Earlier on Wednesday, the eurozone rescue fund, the European Financial Stability Facility, was forced to postpone a €3bn, 10-year bond issue for the bail-out of Ireland because of the deep uncertainty on financial markets sparked by the Greek announcement.
Markets remained volatile with the European Central Bank forced to intervene in the Italian bond markets to stabilise prices. The ECB bought about €2bn of Italian debt on Wednesday after buying as much as €5bn on Tuesday, traders said.
Italian 10-year benchmark bond yields, however, were steady at 6.19 per cent, below the level of 6.5 per cent, which markets think are unsustainable.
Mr Papandreou was summoned to an emergency meeting in Cannes on the eve of Thursday’s G20 gathering of the world’s leading economies in a bid to clarify the situation before the summit got under way.

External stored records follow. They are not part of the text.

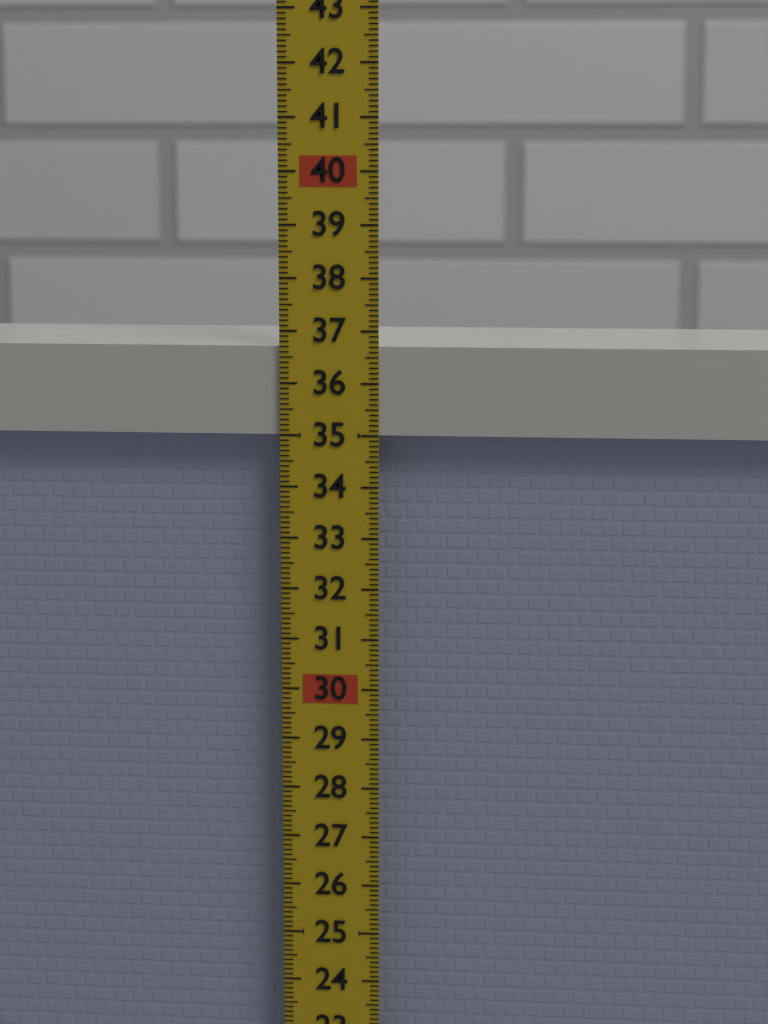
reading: 36.7 (no unit)
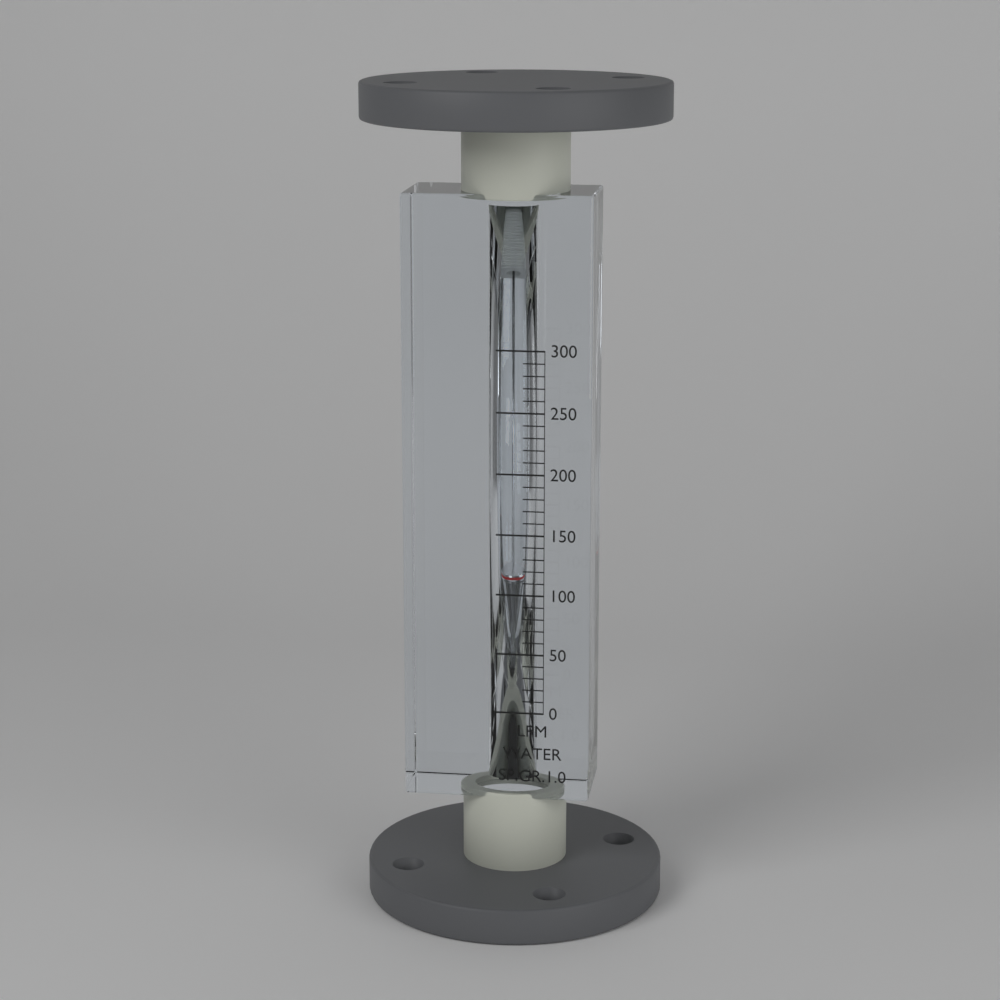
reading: 110 LPM
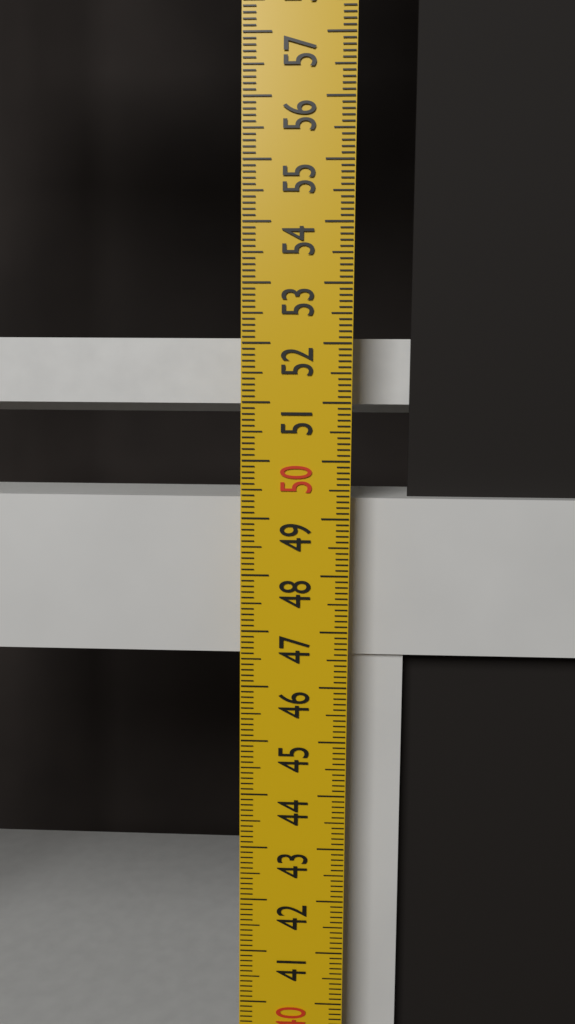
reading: 49.3 cm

The Greek prime minister wrote to European Union leaders on Tuesday detailing plans to renegotiate parts of the Brussels bail-out deal, which would then be put to a referendum, the senior official said.

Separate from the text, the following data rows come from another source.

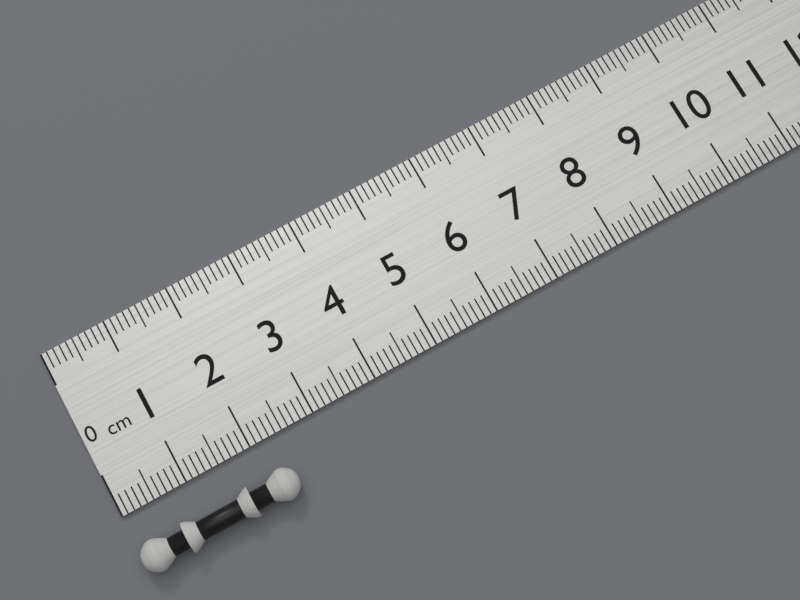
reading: 2.4 cm
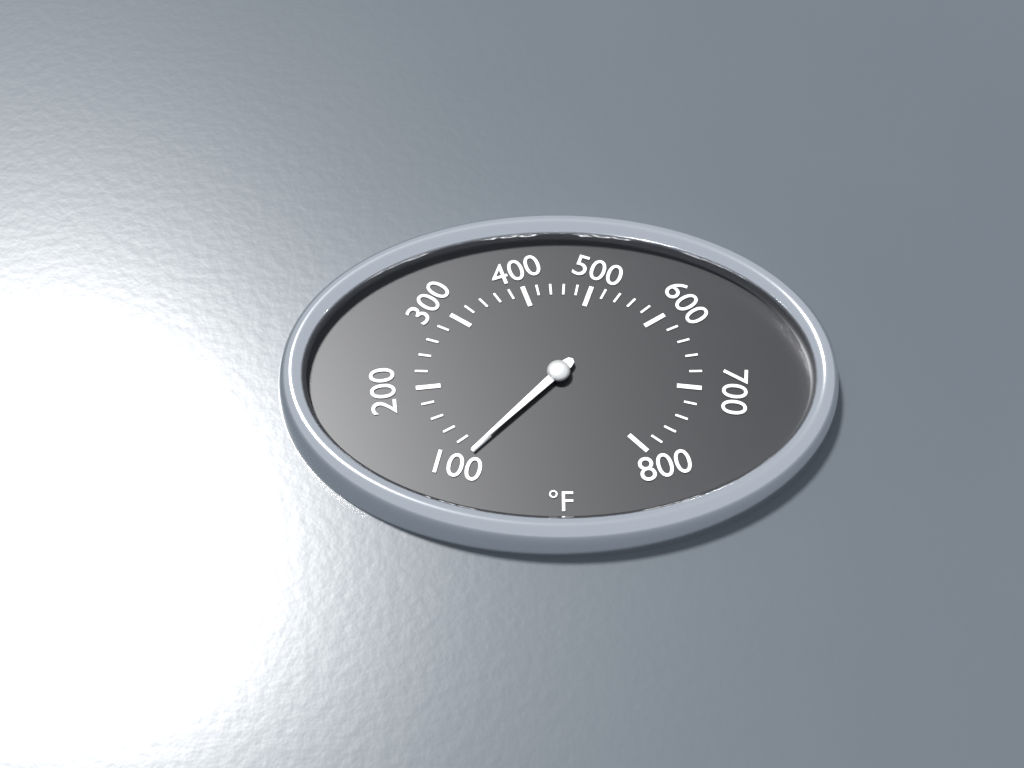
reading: 100 °F
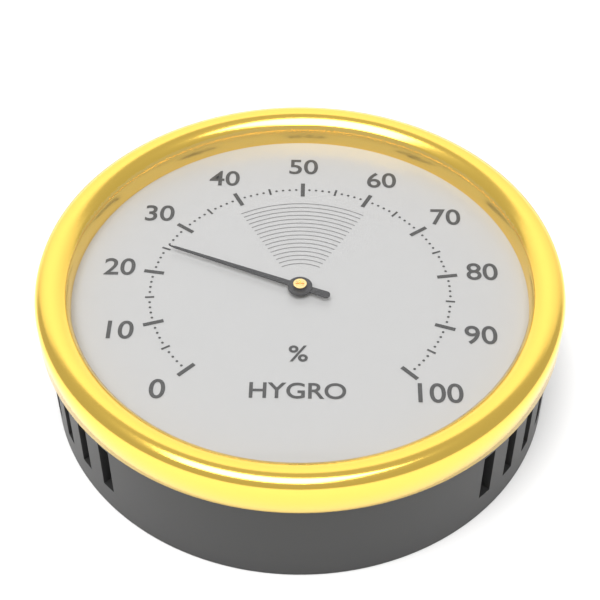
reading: 25 %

“Nobody is going to negotiate with the threat of a referendum,” the official said. “They cannot expect people to put money there. We came to an agreement and two days afterwards they say they can’t implement the agreement. That is not serious.”
The EU portion of the €8bn tranche of European and International Monetary Fund aid was signed off by eurozone finance ministers less than two weeks ago but has not yet been paid. Greece has to make a €12bn bond repayment on December 11.
“If they want to have a referendum, that’s of course their right, and we very much respect democracy,” the senior official said. “But in that case, they probably should not expect the others to pay out money before they get the answer.”
Mr Sarkozy and Ms Merkel are demanding that the Greek government sticks to its commitments made at the Brussels summit. If a referendum goes ahead they want it held as quickly as possible and to be framed as a choice over Greece’s continued membership of the eurozone, not on the specific issue of the rescue plan.
French prime minister Francois Fillon told the National Assembly in Paris: “The terms of the referendum must be clear … Greece must quickly and unambiguously choose whether or not they want to retain their place in the eurozone.”
Mr Papandreou, under severe political pressure at home over the unpopularity of the austerity measures demanded by the rescue plan, won backing for a referendum from his government early on Wednesday, which is likely to be held in mid-December.
People close to the ruling Pasok party indicated that Mr Papandreou wanted a vote on the rescue package but constitutional lawyers said it would have to be on a broader national issue, indicating that it could be centred on support for Greece’s EU and eurozone membership.